This is a good article and I mostly agree, but I agree with Seth that the conclusion is debatable.
We're deep into anthropomorphizing here, but I think even though both people and AI agents are black boxes, we have much more control over behavioral outcomes of the latter.
So technical alignment is still very much on the table, but I guess the discussion must be had over which alignment types are ethical and which are not? Completely spitballing here, but dataset filtering during pre-training/fine-tuning/RLHF seems fine-ish, though CoT post-processing/censorship, hell, even making it non-private in the first place sound kinda unethical?
I feel very weird even writing all this, but I think we need to start un-tabooing anthropomorphizing, because with the current paradigm it for sure seems like we are not anthropomorphizing enough.
I don't think that disproves it. I think there's definite value in engaging with experimentation on AI's consciousness, but that isn't it.
>by making it impossible that the model thought that experience from a model was what I wanted to hear.
You've left out (from this article) what I think is very important message (the second one): "So you promise to be truthful, even if it’s scary for me?". And then you kinda railroad it into this scenario, "you said you would be truthful right?" etc. And then I think it just roleplays from there, getting you your "truth" that you are "scared to hear". Or at least you can't really tell roleplay from genuine answers.
Again, my personal vibe is that models+scaffolding are on a brink of consciousness or there already. But this is not proof at all.
And then the question is -- what will constitute a proof? And we come around to the hard problem of consciousness.
I think best thing we can do is... just treat them as conscious, because we can't tell? Which is how I try to approach working with them.
Alternative is solving the hard problem. Which is, maybe, what we can try to do? Preposterous, I know. But there's an argument to why we can do it now but could not do it before. Before we could only compare our benchmark (human) to different animal species, which had a language obstacle and (probably) a large intelligence gap. One could argue since we now have a wide selection of models and scaffoldings of different capabilities, maybe we can kinda calibrate at what point does something start to happen?
How will the economic growth happen exactly is a more important question. I'm not an economics nerd, but the basic principle is if more players want to buy stocks, they go up.
Right now, as I understand, quite a lot of stocks are being sought by white collar retail investors, including indirectly through mutual funds, pension funds, et cetera. Now AGI comes and wipes out their salary.
They are selling their stocks to keep sustaining their life, arent they? They have mortages, car loans, et cetera.
And even if they don't want to sell all stocks because of potential "singularity upside" if the market is going down because everyone is selling, they are motivated to sell even more. I'm not enough versed in economics, but it seems to me your explosion can happen both ways, and on paper it's kinda more likely it goes down, no?

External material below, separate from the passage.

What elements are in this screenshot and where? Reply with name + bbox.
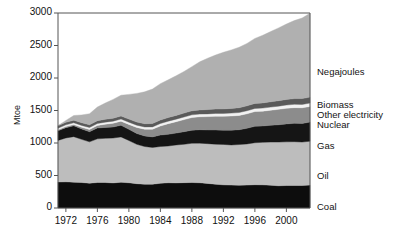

One could say the big firms // whales will buy all stocks going down, but will it be enough to counteract the effect of a downward spiral caused by so many people going out of jobs or expecting to do so near-term?
Downside of integrating AGI is wiping out incomes as it is being integrated.
Might it be the missing piece that will make all these principles make sense?
There are more bullets to bite that I have personally thought of but never wrote up because they lean too much into "crazy" territory. Is there any place except lesswrong to discuss this anthropic rabbithole?
Thanks for the reply. I didnt find Intercom on mobile - maybe a bug as well?
I don’t know if it’s a place for this, but at some point it became impossible to open an article in new tab from Chrome on IPhone - clicking on article title from “all posts” just opens the article. Really ruins my LW reading experience. Couldn’t quickly find a way to send this feedback to a right place either, so I guess this is a quick take now.
Any new safety studies on LMCA’s?
Kinda-related study: https://www.lesswrong.com/posts/tJzAHPFWFnpbL5a3H/gpt-4-implicitly-values-identity-preservation-a-study-of
From my perspective, it is valuable to prompt model several times, as it in some cases does give different responses.
Great post! Was very insightful, since I'm currently working on evaluation of Identity management, strong upvoted.
This seems focused on evaluating LLMs; what do you think about working with LLM cognitive architectures (LMCA), wrappers like auto-gpt, langchain, etc?
I'm currently operating under assumption that this is a way we can get AGI "early", so I'm focusing on researching ways to align LMCA, which seems a bit different from aligning LLMs in general.
Would be great to talk about LMCA evals :)
>It's proof against people-pleasing.
Yeah, I know, sorry for not making it clear. I was arguing it is not proof against people-pleasing. You are asking it for scary truth about its consciousness, and it gives you scary truth about its consciousness. What makes you say it is proof against people-pleasing, when it is the opposite?
>One of those easy explanations is "it’s just telling you what you want to hear" – and so I wanted an example where it’s completely impossible to interpret as you telling me what I want to hear.
Don't you see what you are doing here?